The Department of Environmental Protection announced Thursday it will soon offer new technical guidance designed to ensure compliance with updated wastewater-treatment regulations and radiation protection plan requirements.
The guidance explains revisions to Title 25 Chapter 95 of the Pennsylvania Code that require new or expanded sources of natural gas wastewater to treat the wastewater to the federal drinking water standard of less than 500 milligrams per liter of total dissolved solids prior to discharge.
“This technical guidance is another step in this administration’s continuing efforts to protect Pennsylvania’s water resources,” DEP Secretary Mike Krancer said. “This document clearly communicates to any facility seeking to increase its discharge of treated wastewater or to any facility seeking to start accepting wastewater that they must meet certain obligations.”
Krancer also said the guidance will ensure consistency in the department’s decision-making process in issuing these permits.
In April 2011, Krancer called on the natural gas industry to stop sending unconventional gas production wastewater to facilities that were permitted prior to revisions to the Chapter 95 regulations, which took effect in August 2010.
The industry quickly complied. To ensure the continued protection of state waterways, the department is now issuing this guidance to explain the regulations governing new and expanded sources of discharged wastewater.
The technical guidance document, to be published in the November 12 Pennsylvania Bulletin, will assist DEP’s permitting staff in implementing the new total dissolved solids effluent standard for discharges of treated natural gas wastewater.
The revised Chapter 95 regulations ensure that drinking water, waterways, and watersheds in the state are not impacted by high levels of total dissolved solids. The most common total dissolved solids in Pennsylvania are chlorides and sulfates.
The guidance also clarifies that all facilities that accept shale gas extraction wastewater that has not been fully pre-treated to meet the discharge requirements must develop and implement a radiation protection plan. Such facilities must also monitor for radium-226, radium-228, uranium and gross alpha radiation in their effluent.
The department will host web-based training sessions in the coming weeks to explain the implementation of the guidance document to treatment plants and their customers.
DEP regulates the treatment and discharge of industrial wastewater in the state as part of its administration of the federal National Pollutant Discharge Elimination System (NPDES).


__Exercise__
Pictures aside, print all of the data below exactly as written.
== Given records ==
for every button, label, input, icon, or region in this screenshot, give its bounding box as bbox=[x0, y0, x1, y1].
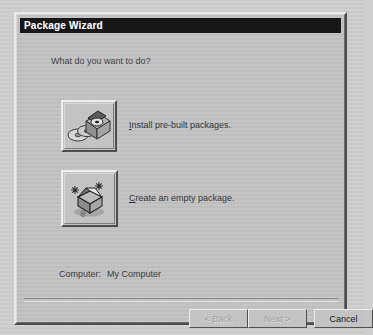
back-button[interactable]: < Back bbox=[189, 309, 248, 328]
computer-row: Computer:My Computer bbox=[59, 269, 161, 279]
footer-separator bbox=[24, 298, 338, 302]
empty-package-icon bbox=[66, 177, 113, 221]
create-label-rest: reate an empty package. bbox=[136, 193, 235, 203]
dialog-client-area: Package Wizard What do you want to do? bbox=[16, 14, 345, 323]
computer-value: My Computer bbox=[107, 269, 161, 279]
footer-button-bar: < Back Next > Cancel bbox=[17, 309, 350, 331]
window-title: Package Wizard bbox=[24, 20, 103, 31]
prebuilt-packages-icon bbox=[66, 105, 112, 147]
install-prebuilt-label: Install pre-built packages. bbox=[129, 120, 231, 130]
package-wizard-dialog: Package Wizard What do you want to do? bbox=[14, 12, 347, 325]
install-label-rest: nstall pre-built packages. bbox=[132, 120, 232, 130]
cancel-button[interactable]: Cancel bbox=[314, 309, 373, 328]
create-empty-button[interactable] bbox=[61, 170, 118, 227]
computer-label: Computer: bbox=[59, 269, 107, 279]
next-button[interactable]: Next > bbox=[248, 309, 307, 328]
prompt-text: What do you want to do? bbox=[51, 56, 151, 66]
install-prebuilt-button[interactable] bbox=[61, 100, 117, 152]
create-empty-label: Create an empty package. bbox=[129, 193, 235, 203]
title-bar[interactable]: Package Wizard bbox=[20, 18, 341, 33]
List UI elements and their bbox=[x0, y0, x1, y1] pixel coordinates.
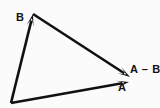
vector-a-minus-b-label: A – B bbox=[130, 64, 160, 75]
vector-b-label: B bbox=[16, 12, 24, 23]
vector-a-label: A bbox=[118, 82, 126, 93]
vector-diagram-figure: B A A – B bbox=[0, 0, 160, 108]
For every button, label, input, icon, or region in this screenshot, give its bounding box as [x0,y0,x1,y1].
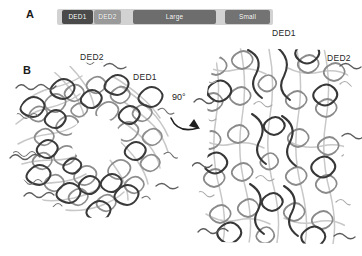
side-view-ribbon-drawing [192,44,362,248]
domain-segment-ded1: DED1 [62,10,93,24]
axial-view-label-ded1: DED1 [133,72,157,82]
domain-segment-large-label: Large [166,14,184,21]
axial-view-ribbon-drawing [8,58,184,218]
structure-axial-view [8,58,184,218]
side-view-label-ded2: DED2 [327,53,351,63]
axial-view-label-ded2: DED2 [80,52,104,62]
domain-segment-ded2: DED2 [94,10,121,24]
panel-a-letter: A [26,8,34,20]
domain-segment-small-label: Small [239,14,256,21]
figure-root: A DED1 DED2 Large Small B [0,0,362,256]
domain-segment-ded1-label: DED1 [68,14,86,21]
domain-segment-small: Small [225,10,270,24]
domain-segment-large: Large [133,10,216,24]
domain-architecture-bar: DED1 DED2 Large Small [57,9,273,25]
structure-side-view [192,44,362,248]
side-view-label-ded1: DED1 [272,28,296,38]
domain-segment-ded2-label: DED2 [98,14,116,21]
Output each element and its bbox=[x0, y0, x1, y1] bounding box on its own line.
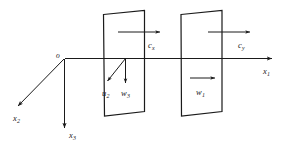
vector-label-cx: cx bbox=[148, 35, 154, 51]
vector-label-w3: w3 bbox=[121, 83, 130, 99]
origin-label: o bbox=[56, 45, 60, 61]
axis-label-x2: x2 bbox=[13, 108, 20, 124]
axis-label-x3: x3 bbox=[69, 125, 76, 141]
vector-label-u2: u2 bbox=[102, 83, 109, 99]
plate-1-outline bbox=[104, 11, 145, 117]
vector-label-cy: cy bbox=[238, 35, 244, 51]
diagram-canvas bbox=[0, 0, 288, 149]
axis-x2 bbox=[18, 59, 64, 106]
vector-label-w1: w1 bbox=[196, 82, 205, 98]
vector-u2 bbox=[108, 59, 126, 82]
axis-label-x1: x1 bbox=[263, 61, 270, 77]
plate-2-outline bbox=[181, 11, 222, 117]
figure-container: o x1 x2 x3 cx cy u2 w3 w1 bbox=[0, 0, 288, 149]
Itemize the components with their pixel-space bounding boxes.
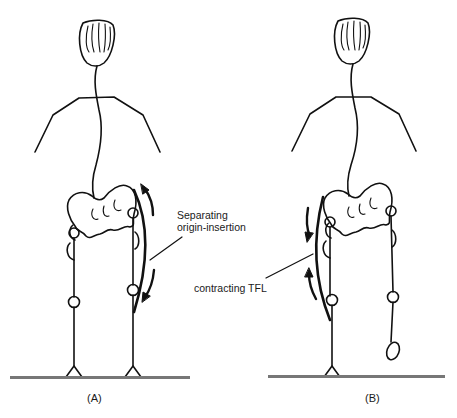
caption-a: (A) <box>87 392 102 404</box>
knee-a-right <box>128 285 139 296</box>
figure-b <box>266 18 416 377</box>
knee-b-left <box>327 295 338 306</box>
foot-b-hanging <box>384 340 401 361</box>
annotation-separating-origin-insertion: Separating origin-insertion <box>177 209 246 233</box>
arrow-up-a <box>145 189 153 215</box>
arrow-down-a <box>145 270 154 297</box>
foot-a-left <box>66 366 82 377</box>
head-a <box>80 20 115 66</box>
pelvis-b <box>324 183 392 235</box>
knee-b-right <box>388 292 399 303</box>
figure-a <box>35 20 182 377</box>
foot-a-right <box>125 366 141 377</box>
spine-b <box>348 64 358 196</box>
annotation-line-1: Separating <box>177 209 246 221</box>
annotation-contracting-tfl: contracting TFL <box>194 282 267 294</box>
ground-b <box>268 375 445 378</box>
caption-b: (B) <box>365 392 380 404</box>
tfl-muscle-b <box>316 197 330 320</box>
annotation-line-2: origin-insertion <box>177 221 246 233</box>
knee-a-left <box>69 297 80 308</box>
head-b <box>335 18 370 64</box>
ground-a <box>10 376 190 379</box>
leader-line-a <box>150 237 182 260</box>
arrow-up-b <box>309 274 316 299</box>
spine-a <box>93 66 102 198</box>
===
__Solved problem__
for every button, label, input, icon, or region in this screenshot, give its bounding box as bbox=[x0, y0, x1, y1].
back-button[interactable]: < Back bbox=[189, 309, 248, 328]
computer-row: Computer:My Computer bbox=[59, 269, 161, 279]
footer-separator bbox=[24, 298, 338, 302]
empty-package-icon bbox=[66, 177, 113, 221]
create-label-rest: reate an empty package. bbox=[136, 193, 235, 203]
dialog-client-area: Package Wizard What do you want to do? bbox=[16, 14, 345, 323]
computer-value: My Computer bbox=[107, 269, 161, 279]
footer-button-bar: < Back Next > Cancel bbox=[17, 309, 350, 331]
window-title: Package Wizard bbox=[24, 20, 103, 31]
prebuilt-packages-icon bbox=[66, 105, 112, 147]
install-prebuilt-label: Install pre-built packages. bbox=[129, 120, 231, 130]
package-wizard-dialog: Package Wizard What do you want to do? bbox=[14, 12, 347, 325]
install-label-rest: nstall pre-built packages. bbox=[132, 120, 232, 130]
cancel-button[interactable]: Cancel bbox=[314, 309, 373, 328]
create-empty-button[interactable] bbox=[61, 170, 118, 227]
computer-label: Computer: bbox=[59, 269, 107, 279]
next-button[interactable]: Next > bbox=[248, 309, 307, 328]
prompt-text: What do you want to do? bbox=[51, 56, 151, 66]
install-prebuilt-button[interactable] bbox=[61, 100, 117, 152]
create-empty-label: Create an empty package. bbox=[129, 193, 235, 203]
title-bar[interactable]: Package Wizard bbox=[20, 18, 341, 33]
List UI elements and their bbox=[x0, y0, x1, y1] pixel coordinates.
vector-a-minus-b-label: A – B bbox=[130, 64, 160, 75]
vector-b-label: B bbox=[16, 12, 24, 23]
vector-a-label: A bbox=[118, 82, 126, 93]
vector-diagram-figure: B A A – B bbox=[0, 0, 160, 108]
For every button, label, input, icon, or region in this screenshot, give its bounding box as [x0,y0,x1,y1].
side-view-ribbon-drawing [192,44,362,248]
domain-segment-ded1: DED1 [62,10,93,24]
axial-view-label-ded1: DED1 [133,72,157,82]
domain-segment-large-label: Large [166,14,184,21]
axial-view-ribbon-drawing [8,58,184,218]
structure-axial-view [8,58,184,218]
side-view-label-ded2: DED2 [327,53,351,63]
axial-view-label-ded2: DED2 [80,52,104,62]
domain-segment-ded2: DED2 [94,10,121,24]
panel-a-letter: A [26,8,34,20]
domain-segment-small-label: Small [239,14,256,21]
figure-root: A DED1 DED2 Large Small B [0,0,362,256]
domain-segment-ded1-label: DED1 [68,14,86,21]
domain-segment-small: Small [225,10,270,24]
domain-segment-large: Large [133,10,216,24]
domain-architecture-bar: DED1 DED2 Large Small [57,9,273,25]
structure-side-view [192,44,362,248]
side-view-label-ded1: DED1 [272,28,296,38]
domain-segment-ded2-label: DED2 [98,14,116,21]
Output each element and its bbox=[x0, y0, x1, y1] bounding box on its own line.
vector-label-cx: cx bbox=[148, 35, 154, 51]
vector-label-w3: w3 bbox=[121, 83, 130, 99]
origin-label: o bbox=[56, 45, 60, 61]
axis-label-x2: x2 bbox=[13, 108, 20, 124]
axis-label-x3: x3 bbox=[69, 125, 76, 141]
vector-label-u2: u2 bbox=[102, 83, 109, 99]
plate-1-outline bbox=[104, 11, 145, 117]
vector-label-cy: cy bbox=[238, 35, 244, 51]
diagram-canvas bbox=[0, 0, 288, 149]
axis-x2 bbox=[18, 59, 64, 106]
vector-label-w1: w1 bbox=[196, 82, 205, 98]
vector-u2 bbox=[108, 59, 126, 82]
axis-label-x1: x1 bbox=[263, 61, 270, 77]
plate-2-outline bbox=[181, 11, 222, 117]
figure-container: o x1 x2 x3 cx cy u2 w3 w1 bbox=[0, 0, 288, 149]
Itemize the components with their pixel-space bounding boxes.
caption-a: (A) <box>87 392 102 404</box>
knee-a-right <box>128 285 139 296</box>
figure-b <box>266 18 416 377</box>
knee-b-left <box>327 295 338 306</box>
foot-b-hanging <box>384 340 401 361</box>
annotation-separating-origin-insertion: Separating origin-insertion <box>177 209 246 233</box>
arrow-up-a <box>145 189 153 215</box>
arrow-down-a <box>145 270 154 297</box>
foot-a-left <box>66 366 82 377</box>
head-a <box>80 20 115 66</box>
pelvis-b <box>324 183 392 235</box>
knee-b-right <box>388 292 399 303</box>
figure-a <box>35 20 182 377</box>
foot-a-right <box>125 366 141 377</box>
spine-b <box>348 64 358 196</box>
annotation-line-1: Separating <box>177 209 246 221</box>
annotation-contracting-tfl: contracting TFL <box>194 282 267 294</box>
ground-b <box>268 375 445 378</box>
caption-b: (B) <box>365 392 380 404</box>
tfl-muscle-b <box>316 197 330 320</box>
annotation-line-2: origin-insertion <box>177 221 246 233</box>
knee-a-left <box>69 297 80 308</box>
head-b <box>335 18 370 64</box>
ground-a <box>10 376 190 379</box>
leader-line-a <box>150 237 182 260</box>
arrow-up-b <box>309 274 316 299</box>
spine-a <box>93 66 102 198</box>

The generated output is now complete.